Elysium

I saw this at the late showing last Saturday, so I was only half awake. It certainly lent a surreal quality to the story which I highly recommend. When it was over, my immediate thought was “I enjoyed that.” I loved the premise…the haves built their own private space station, a utopia, for which the poor need not apply. The poor stay down on dirty, rotten, abused Earth and stare longingly up at the pretty Elysium station. Up there, the air is clear. Up there, nobody gets sick or dies because they have med bays which heal your every ailment. Up there, heaven awaits. They can see it. They can almost taste it. They can try to sneak across the border into it. But they can never stay.

I never quite figured out exactly what the rich up there did to remain rich other than the one guy who owns the factory where they make all the robots. Sure, I can see how he survives but what about the others? However, I pushed that thought aside and followed the action. And yes, there’s lots of action, fights, explosions, very cool guns and futuristic toys, and Matt Damon. How can you go wrong, right?

The hubby, however, thought they did go wrong. Very, very wrong. As we left, he said there was one giant plot hole he couldn’t get past. After thinking about it over night and for the next several days, I realized what the issue was. The problem is, the world and society they tried to build for this story was never quite explained. The world building was incomplete. The viewer is left to fill in some huge blank spots, and also to take many others for granted. I even had to admit, the one stumbling block for him was one I noticed myself but decided at first not to care about.

Since it doesn’t affect the outcome or plot, I’ll tell you. Near the beginning, we are given the information that Elysium has those med bays and the poor people on Earth do not. They have regular hospitals. And apparently in this dystopian future, our hospitals and technology have gone backward on Earth even as it’s gone forward on Elysium. On Earth, they build the robots that are used for all kinds of tasks, including security, on Elysium.

On Earth, they build the med bays that are used on Elysium. I have to assume that’s true, because they never show how or where the med bays are actually built. But since everything else is built on Earth, I assume those are too. So think about that for a minute. The majority of the population lives on Earth. They are poor. They are sick (some of them). They are desperate.

Desperate people can do amazing things when they work together.

Desperate people who work at factories would, in time, figure out how to overthrow said factory or at the very least, replicate a robot or two (or med bay) in their own homes or secret hideouts.

I didn’t get why that many people would remain so downtrodden when they clearly had the ability to not be. They had technology of their own, running water, electricity…and they had the sheer number of warm bodies on their side. They also had the rich people’s disgust and unwillingness to ever visit them on shoddy Earth.

To me, the poor people had everything.
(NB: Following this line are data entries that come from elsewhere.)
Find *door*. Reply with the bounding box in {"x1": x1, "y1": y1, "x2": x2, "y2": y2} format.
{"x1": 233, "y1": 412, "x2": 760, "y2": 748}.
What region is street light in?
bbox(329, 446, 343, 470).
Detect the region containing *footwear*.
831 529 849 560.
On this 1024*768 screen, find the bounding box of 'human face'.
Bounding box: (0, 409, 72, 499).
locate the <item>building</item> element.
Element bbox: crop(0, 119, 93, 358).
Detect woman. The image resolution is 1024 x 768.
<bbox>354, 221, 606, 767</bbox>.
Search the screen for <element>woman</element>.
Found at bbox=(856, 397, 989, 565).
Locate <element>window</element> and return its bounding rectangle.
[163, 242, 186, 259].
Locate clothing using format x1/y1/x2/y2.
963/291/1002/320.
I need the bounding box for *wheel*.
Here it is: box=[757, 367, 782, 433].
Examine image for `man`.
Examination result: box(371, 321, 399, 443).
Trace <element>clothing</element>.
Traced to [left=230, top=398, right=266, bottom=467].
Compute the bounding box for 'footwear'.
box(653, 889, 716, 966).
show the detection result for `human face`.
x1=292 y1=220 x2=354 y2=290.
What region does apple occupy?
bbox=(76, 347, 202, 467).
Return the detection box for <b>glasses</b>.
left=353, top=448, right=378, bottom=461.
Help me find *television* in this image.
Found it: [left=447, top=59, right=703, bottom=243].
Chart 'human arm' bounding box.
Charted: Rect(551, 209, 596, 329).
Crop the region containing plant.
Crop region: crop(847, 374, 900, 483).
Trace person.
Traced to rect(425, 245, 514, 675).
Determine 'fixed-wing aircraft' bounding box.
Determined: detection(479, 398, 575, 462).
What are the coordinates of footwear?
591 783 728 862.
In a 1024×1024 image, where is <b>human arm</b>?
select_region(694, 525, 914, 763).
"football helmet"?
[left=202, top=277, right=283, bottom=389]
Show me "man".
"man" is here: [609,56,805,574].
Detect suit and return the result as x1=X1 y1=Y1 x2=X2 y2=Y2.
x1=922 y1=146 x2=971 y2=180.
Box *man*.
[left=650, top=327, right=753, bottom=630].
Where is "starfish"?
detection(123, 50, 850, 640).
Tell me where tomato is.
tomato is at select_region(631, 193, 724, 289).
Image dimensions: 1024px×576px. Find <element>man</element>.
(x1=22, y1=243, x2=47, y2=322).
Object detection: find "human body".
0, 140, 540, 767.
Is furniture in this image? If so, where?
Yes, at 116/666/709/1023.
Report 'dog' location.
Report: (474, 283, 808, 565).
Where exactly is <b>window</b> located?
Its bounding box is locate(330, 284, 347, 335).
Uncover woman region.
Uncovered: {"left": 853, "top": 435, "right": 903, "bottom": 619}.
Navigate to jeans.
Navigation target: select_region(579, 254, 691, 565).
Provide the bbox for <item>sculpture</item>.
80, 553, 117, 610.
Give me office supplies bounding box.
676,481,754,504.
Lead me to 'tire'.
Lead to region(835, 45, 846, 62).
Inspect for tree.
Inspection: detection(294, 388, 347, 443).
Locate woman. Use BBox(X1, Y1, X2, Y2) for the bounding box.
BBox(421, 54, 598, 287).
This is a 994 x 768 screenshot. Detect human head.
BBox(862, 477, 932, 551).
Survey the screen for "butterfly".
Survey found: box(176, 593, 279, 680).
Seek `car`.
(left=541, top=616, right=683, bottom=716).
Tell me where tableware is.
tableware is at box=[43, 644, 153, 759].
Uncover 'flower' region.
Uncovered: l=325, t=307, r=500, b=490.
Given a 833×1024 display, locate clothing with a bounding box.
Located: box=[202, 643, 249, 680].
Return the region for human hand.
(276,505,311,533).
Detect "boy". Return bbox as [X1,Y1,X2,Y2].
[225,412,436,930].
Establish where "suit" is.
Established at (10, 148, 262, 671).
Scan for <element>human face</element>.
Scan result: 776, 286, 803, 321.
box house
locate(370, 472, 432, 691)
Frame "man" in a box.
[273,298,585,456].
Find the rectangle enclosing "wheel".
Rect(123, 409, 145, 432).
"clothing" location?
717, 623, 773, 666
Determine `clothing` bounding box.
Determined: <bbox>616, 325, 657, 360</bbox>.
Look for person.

And chose not to use it.

I don’t get that.

Hubby didn’t get the attitude of rich people who would have something as fantastic as a med bay to cure every ailment, and then not let them have it on Earth to keep the poor workers healed up. Why would you want sick workers, when you could have able-bodied well ones? He couldn’t wrap his mind around that concept.

After awhile I had to admit I said the same thing, during the movie. Why not just let them have the healing?

They never explained a good why behind the what of this movie. And that makes the whole story fall apart.

Technically this story hit every plot point, every single beat on the Save The Cat beat sheet for screenplays. Yet it felt…lifeless. I didn’t really much care if the protagonist lived or died, which made the final scenes more than a little anti-climactic. I also didn’t see any real change happen. The change he brings about could easily be undone the next day.

I guess, in the end, the world itself was simply too large for this story. Too much needed to be accepted without explanation. They cared more about the plot points than they did the why behind the plot points. They also cared more about hitting the viewer over the head with their social commentary (and it’s so very, very obvious the lesson they wanted to lecture us with) that they didn’t spin a good story. And I don’t appreciate being lectured when I’m paying a lot of money to be entertained. What can I say, I want it all. I want them to wrap up their lesson and lecture inside a fantastic story with great acting and amazing dialogue, world building and characters, and to trust that I the viewer will understand the message without them serving it to me accompanied by a baseball bat upside the head.

All that said, if you go in to this movie expecting an action/adventure with the awesome Matt Damon and some pretty cool other actors to support him, then you’ll have a good time. Just don’t think about it too hard.